Question

When calling CoInitializeEx, you can specify the following values for dwCoInit:

typedef enum tagCOINIT {
    COINIT_MULTITHREADED     = 0x0,
    COINIT_APARTMENTTHREADED = 0x2,
    COINIT_DISABLE_OLE1DDE   = 0x4,
    COINIT_SPEED_OVER_MEMORY = 0x8,
} COINIT;

What does the suggestively titled "speed over memory" value do? Is it ignored these days in COM?

Was it helpful?

Solution

No idea if it's still used but it was meant to change the balance used by the COM algorithms.

If you had tons of memory and wanted speed at all costs, you would set that flag.

In low-memory environments, leaving that flag off would favor reduced memory usage.


As it turns out, the marvellous Raymond Chen (of "The Old New Thing" fame) has now weighed in on the subject and, despite what that flag was meant to do, it apparently does nothing at all.

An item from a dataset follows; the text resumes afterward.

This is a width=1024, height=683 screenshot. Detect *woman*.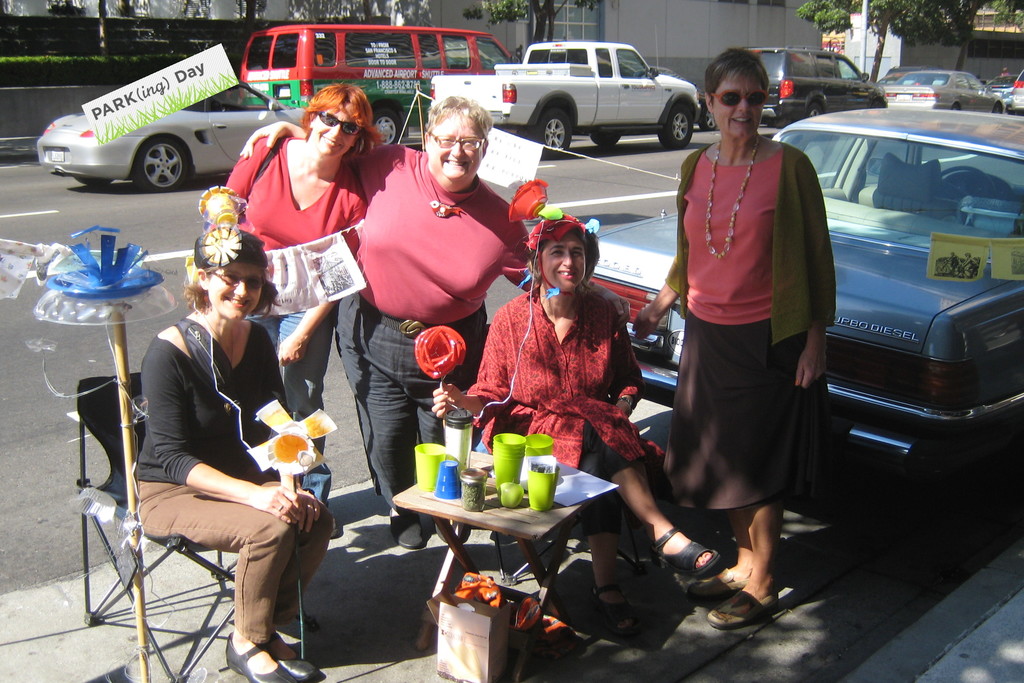
region(236, 97, 640, 546).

See What does the COINIT_SPEED_OVER_MEMORY flag to CoInitializeEx do? for more details:

When should you enable this mode? It doesn't matter, because as far as I can tell, there is no code anywhere in COM that changes its behavior based on whether the process has been placed into this mode! It looks like the flag was added when DCOM was introduced, but it never got hooked up to anything. (Or whatever code that had been hooked up to it never shipped.)

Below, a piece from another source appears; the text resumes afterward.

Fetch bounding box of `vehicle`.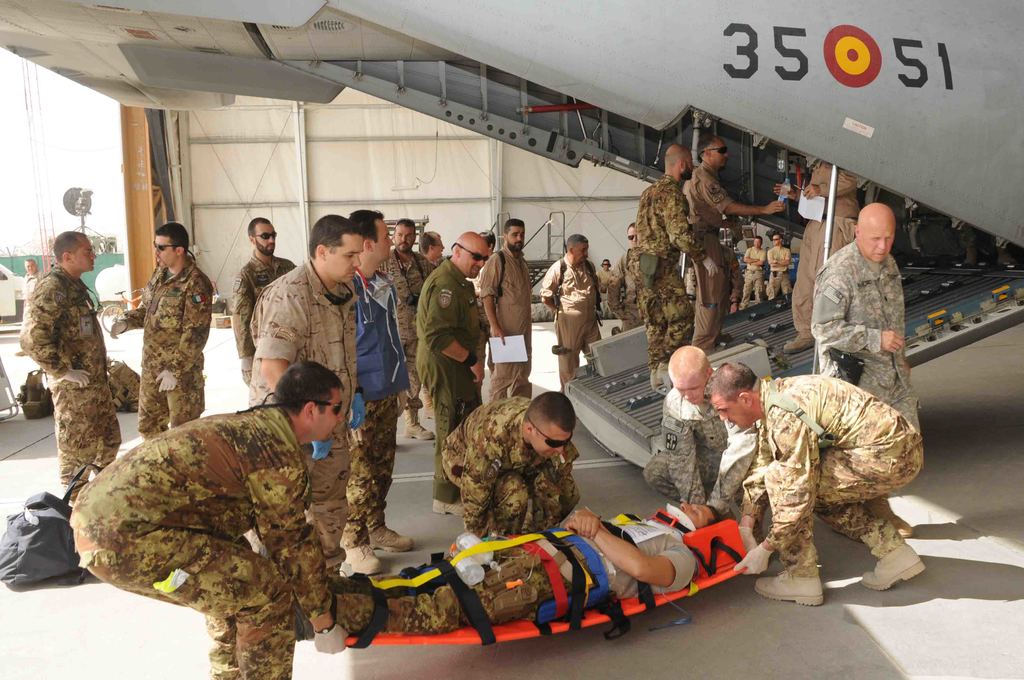
Bbox: 0:0:1023:476.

Also http://archives.neohapsis.com/archives/microsoft/various/dcom/2001-q1/0160.html from Steve Swartz, one of the original COM+ architects:

COINIT_SPEED_OVER_MEMORY is ignored by COM.

OTHER TIPS

One of the flags you can pass to Co­Initialize­Ex is COINIT_SPEED_OVER_MEMORY, which is documented as: https://msdn.microsoft.com/en-us/library/ms678505(v=VS.85).aspx

COINIT_SPEED_OVER_MEMORY: Trade memory for speed. This documentation is already vague since it doesn't say which direction the trade is being made. Are you reducing memory to increase speed, or increasing memory by reducing speed? Actually it's neither: If you pass this flag, then you are instructing COM to consume more memory in an attempt to reduce CPU usage, under the assumption that you run faster by executing fewer cycles.¹

The request is a per-process one-way transition. Once anybody anywhere in the process puts COM into speed-over-memory mode, the flag stays set and remains set until the process exits.

When should you enable this mode? It doesn't matter, because as far as I can tell, there is no code anywhere in COM that changes its behavior based on whether the process has been placed into this mode! It looks like the flag was added when DCOM was introduced, but it never got hooked up to anything. (Or whatever code that had been hooked up to it never shipped.)

¹ As you know, consuming more memory is not a guarantee that you will actually run faster, because higher memory usage increases the chances that what you need will take an L1 cache miss or a page fault, which will cost you dearly in wait time (though not in CPU usage).